Another cool thing is that it would probably be the hub of something else - relations with the Cree nations. Their territories lie mostly in sparsely populated land and connect themselves upward through most of the Canadian shield. You could, in fact, travel your way through Cree territory up to the Northwest territory. The pocket of civilization I described in the Northwest Territory could, in theory, be connected to the rest of Canada through the Cree-controlled river systems of the CS. A French-Canadian/Cree Alliance would not be surprising, nor would be a Newfoundland/Inuit alliance.
Just like post-apocalyptic Norway saw the rise of a sort of neo-Viking culture, post-apocalyptic northern Quebec could see the return of the voyageurs. Whereas the Newfies will be the masters of the sea, the Canadiens and their Cree allies will be masters of the land, capable of traveling through the complicated and hazardous river system that makes up the true and alternative circulatory system of Canada, connecting pockets of civilization within the Shield, trading for the various staples these communities would be generating for the sake of sustaining human life a bit longer. The voyageur, no longer carrying pelts and pemmican, but spare parts and mail and other necessities, little flickers of light in the deep darkness of the Canadian night.

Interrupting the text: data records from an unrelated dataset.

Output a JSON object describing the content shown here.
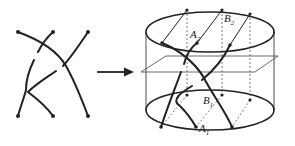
{
  "diagram": {
    "left_braid": {
      "strands": 3,
      "description": "planar braid diagram with three strands and crossings"
    },
    "arrow": {
      "direction": "right"
    },
    "cylinder": {
      "labels": {
        "A2": {
          "base": "A",
          "sub": "2"
        },
        "B2": {
          "base": "B",
          "sub": "2"
        },
        "B1": {
          "base": "B",
          "sub": "1"
        },
        "A1": {
          "base": "A",
          "sub": "1"
        }
      }
    },
    "colors": {
      "stroke": "#222222",
      "thin": "#444444",
      "background": "#ffffff"
    }
  }
}
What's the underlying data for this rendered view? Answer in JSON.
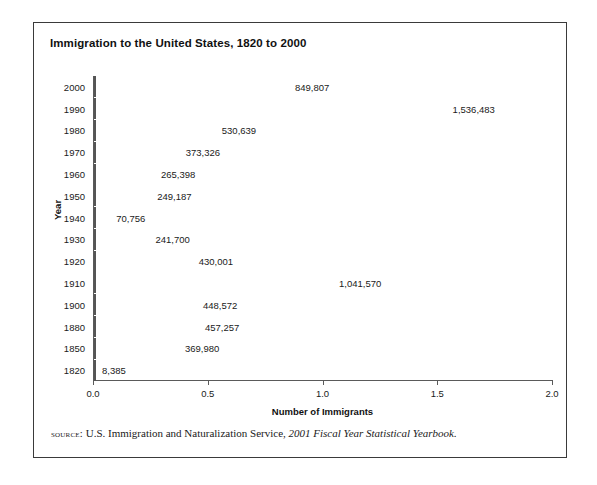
{
  "figure": {
    "title": "Immigration to the United States, 1820 to 2000",
    "source_label": "source:",
    "source_text": "U.S. Immigration and Naturalization Service,",
    "source_publication": "2001 Fiscal Year Statistical Yearbook.",
    "bar_color": "#a9a9a9",
    "bar_border_color": "#555555",
    "frame_color": "#3a3a3a"
  },
  "chart_data": {
    "type": "bar",
    "orientation": "horizontal",
    "title": "Immigration to the United States, 1820 to 2000",
    "xlabel": "Number of Immigrants",
    "ylabel": "Year",
    "xlim": [
      0,
      2000000
    ],
    "x_tick_values": [
      0,
      500000,
      1000000,
      1500000,
      2000000
    ],
    "x_tick_labels": [
      "0.0",
      "0.5",
      "1.0",
      "1.5",
      "2.0"
    ],
    "x_units": "millions",
    "grid": false,
    "legend": false,
    "categories": [
      "2000",
      "1990",
      "1980",
      "1970",
      "1960",
      "1950",
      "1940",
      "1930",
      "1920",
      "1910",
      "1900",
      "1880",
      "1850",
      "1820"
    ],
    "values": [
      849807,
      1536483,
      530639,
      373326,
      265398,
      249187,
      70756,
      241700,
      430001,
      1041570,
      448572,
      457257,
      369980,
      8385
    ],
    "value_labels": [
      "849,807",
      "1,536,483",
      "530,639",
      "373,326",
      "265,398",
      "249,187",
      "70,756",
      "241,700",
      "430,001",
      "1,041,570",
      "448,572",
      "457,257",
      "369,980",
      "8,385"
    ]
  }
}
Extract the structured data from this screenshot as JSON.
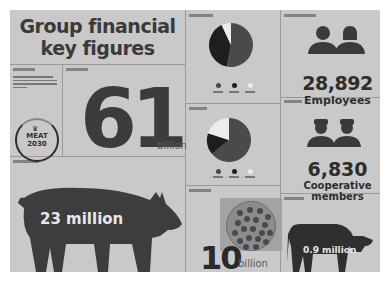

- The Cree nations would in fact become a serious player, being the most populous first-nation group in Canada and largely located well within the "safe-zone". The Canadian Shield is their turf.
- it's rather generous to give St. Pierre and Miquelon their own part of the alliance. They would probably fall under the dominion of the french Canadians. ;P Canada will remain a nation of two solitudes, even in the post-apocalyptic future!
Other cool things to consider is also some thematic connections these lands have with the SSSS setting. Newfoundland itself was famously discovered by Norse explorers - Vinland and all that. A lot of French-Canadians come from northern France/Bretagne, which was famously colonized by Norse raiders (hence the Normans). A mix of Norse, Celtic (French populations have the famous Gauls to boast about, while the Newfies have a sizeable heritage of Irish ancestors), and aboriginal religion could be fostered. Anticousti would not be so much a settlement as much as a sanctuary with a sizeable, intact herd of deers and other mammals. A mix between a holy sanctuary and Svalbard. Maybe Newfoundland could be renamed Vinland and Quebec will revert to Canada. I mean, there is no point in calling it Quebec if the rest of Canada does not exist anymore. The Newfies will get to keep their Grade A War Dogs, to boot. Invaluable while out in the literal sea of monsters that will be the Gulf.
Total population - between 70 to 150 000 for Neo-Canada, including Crees.
- On the topic of BC, I think Deadlander's analysis is dead-on and very cool.
One day I will write this fan side-adventure. Canada has a bunch of untapped folklore and imagery that could lend itself nicely to a story and setting like SSSS.
So yeah. Food for thoughts, I suppose.